(Records Opens)
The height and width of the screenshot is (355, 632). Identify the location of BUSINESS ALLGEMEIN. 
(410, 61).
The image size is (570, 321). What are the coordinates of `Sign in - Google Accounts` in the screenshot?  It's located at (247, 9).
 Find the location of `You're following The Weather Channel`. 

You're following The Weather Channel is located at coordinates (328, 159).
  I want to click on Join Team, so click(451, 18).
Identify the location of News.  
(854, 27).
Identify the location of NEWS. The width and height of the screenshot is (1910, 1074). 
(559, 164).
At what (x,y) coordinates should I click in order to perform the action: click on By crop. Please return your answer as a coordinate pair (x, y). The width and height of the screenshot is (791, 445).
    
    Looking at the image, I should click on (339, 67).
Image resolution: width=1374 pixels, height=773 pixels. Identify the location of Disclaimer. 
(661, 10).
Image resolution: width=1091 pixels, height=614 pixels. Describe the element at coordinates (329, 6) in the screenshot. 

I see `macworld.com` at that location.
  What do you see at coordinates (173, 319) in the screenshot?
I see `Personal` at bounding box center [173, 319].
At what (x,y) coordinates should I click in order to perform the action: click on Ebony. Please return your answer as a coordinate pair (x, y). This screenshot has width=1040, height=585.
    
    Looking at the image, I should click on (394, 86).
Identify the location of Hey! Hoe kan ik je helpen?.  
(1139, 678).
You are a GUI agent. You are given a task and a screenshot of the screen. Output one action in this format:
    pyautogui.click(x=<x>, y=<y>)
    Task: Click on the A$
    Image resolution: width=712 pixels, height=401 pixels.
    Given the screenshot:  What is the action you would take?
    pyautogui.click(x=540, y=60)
(Records Closes)
Write out a word-for-word copy of every entry above.

The height and width of the screenshot is (355, 632). Identify the location of BUSINESS ALLGEMEIN. 
(410, 61).
The image size is (570, 321). What are the coordinates of `Sign in - Google Accounts` in the screenshot?  It's located at (247, 9).
 Find the location of `You're following The Weather Channel`. 

You're following The Weather Channel is located at coordinates (328, 159).
  I want to click on Join Team, so click(451, 18).
Identify the location of News.  
(854, 27).
Identify the location of NEWS. The width and height of the screenshot is (1910, 1074). 
(559, 164).
At what (x,y) coordinates should I click in order to perform the action: click on By crop. Please return your answer as a coordinate pair (x, y). The width and height of the screenshot is (791, 445).
    
    Looking at the image, I should click on (339, 67).
Image resolution: width=1374 pixels, height=773 pixels. Identify the location of Disclaimer. 
(661, 10).
Image resolution: width=1091 pixels, height=614 pixels. Describe the element at coordinates (329, 6) in the screenshot. 

I see `macworld.com` at that location.
  What do you see at coordinates (173, 319) in the screenshot?
I see `Personal` at bounding box center [173, 319].
At what (x,y) coordinates should I click in order to perform the action: click on Ebony. Please return your answer as a coordinate pair (x, y). This screenshot has width=1040, height=585.
    
    Looking at the image, I should click on (394, 86).
Identify the location of Hey! Hoe kan ik je helpen?.  
(1139, 678).
You are a GUI agent. You are given a task and a screenshot of the screen. Output one action in this format:
    pyautogui.click(x=<x>, y=<y>)
    Task: Click on the A$
    Image resolution: width=712 pixels, height=401 pixels.
    Given the screenshot:  What is the action you would take?
    pyautogui.click(x=540, y=60)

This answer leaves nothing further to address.